Who had ever said “poor child” to her—and in such a voice? Tears gathered in Shenah Pessah’s eyes. For the first time she mustered the courage to look straight at him. The man’s face, his voice, his bearing, so different from any one she had ever known, and yet what was there about him that made her so strangely at ease with him? She went on talking, led irresistibly by the friendly glow in his eyes.
“I got yet a lot of luck. I learned myself English from a Jewish English reader, and one of the boarders left me a grand book. When I only begin to read, I forget I’m on this world.

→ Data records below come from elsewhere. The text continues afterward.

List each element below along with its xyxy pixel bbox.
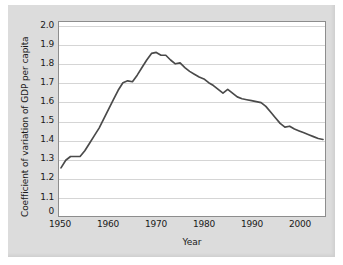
y-axis-tick-label: 1.5 <box>10 116 54 125</box>
x-axis-tick-label: 1950 <box>40 219 80 229</box>
y-axis-tick-label: 2.0 <box>10 21 54 30</box>
y-axis-title-wrapper: Coefficient of variation of GDP per capi… <box>22 217 36 265</box>
x-axis-tick-label: 2000 <box>280 219 320 229</box>
y-axis-tick-label: 1.6 <box>10 97 54 106</box>
x-axis-tick-label: 1980 <box>184 219 224 229</box>
y-axis-tick-label-zero: 0 <box>10 207 54 216</box>
x-axis-tick-label: 1970 <box>136 219 176 229</box>
plot-area <box>58 21 326 217</box>
y-axis-tick-label: 1.1 <box>10 193 54 202</box>
x-axis-tick-label: 1990 <box>232 219 272 229</box>
y-axis-tick-label: 1.2 <box>10 173 54 182</box>
chart-panel: Coefficient of variation of GDP per capi… <box>8 5 335 257</box>
figure: Coefficient of variation of GDP per capi… <box>0 0 343 265</box>
x-axis-title: Year <box>58 237 326 247</box>
series-line-chart <box>59 22 325 216</box>
y-axis-tick-label: 1.9 <box>10 40 54 49</box>
y-axis-tick-label: 1.4 <box>10 135 54 144</box>
series-line <box>61 52 323 167</box>
y-axis-tick-label: 1.7 <box>10 78 54 87</box>
y-axis-tick-label: 1.8 <box>10 59 54 68</box>
y-axis-tick-label: 1.3 <box>10 154 54 163</box>
x-axis-tick-label: 1960 <box>88 219 128 229</box>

It lifts me on wings with high thoughts.” Her whole face and figure lit up with animation as she poured herself out to him.
“So even in the midst of these sordid surroundings were ‘wings’ and ‘high thoughts,’” he mused. Again the gleam of the visionary—the eternal desire to reach out and up, which was the predominant racial trait of the Russian immigrant.

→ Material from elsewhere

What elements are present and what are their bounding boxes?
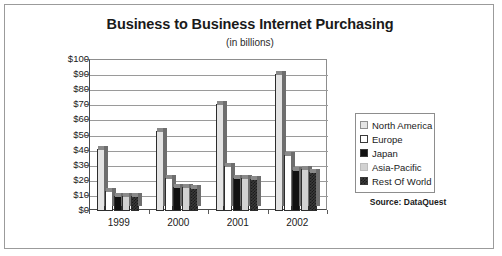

“What is the name of your book?” he continued, taking advantage of this providential encounter.
“The book is ‘Dreams,’ by Olive Schreiner.”
“H—m,” he reflected. “So these are the ‘wings’ and ‘high thoughts.’ No wonder the blushes—the tremulousness. What an opportunity for a psychological test-case, and at the same time I could help her by pointing the way out of her nebulous emotionalism and place her feet firmly on earth.” He made a quick, mental note of certain books that he would place in her hands and wondered how she would respond to them.
“Do you belong to a library?”
“Library? How? Where?”
Her lack of contact with Americanizing agencies appalled him.
“I’ll have to introduce you to the library when I come to live here,” he said.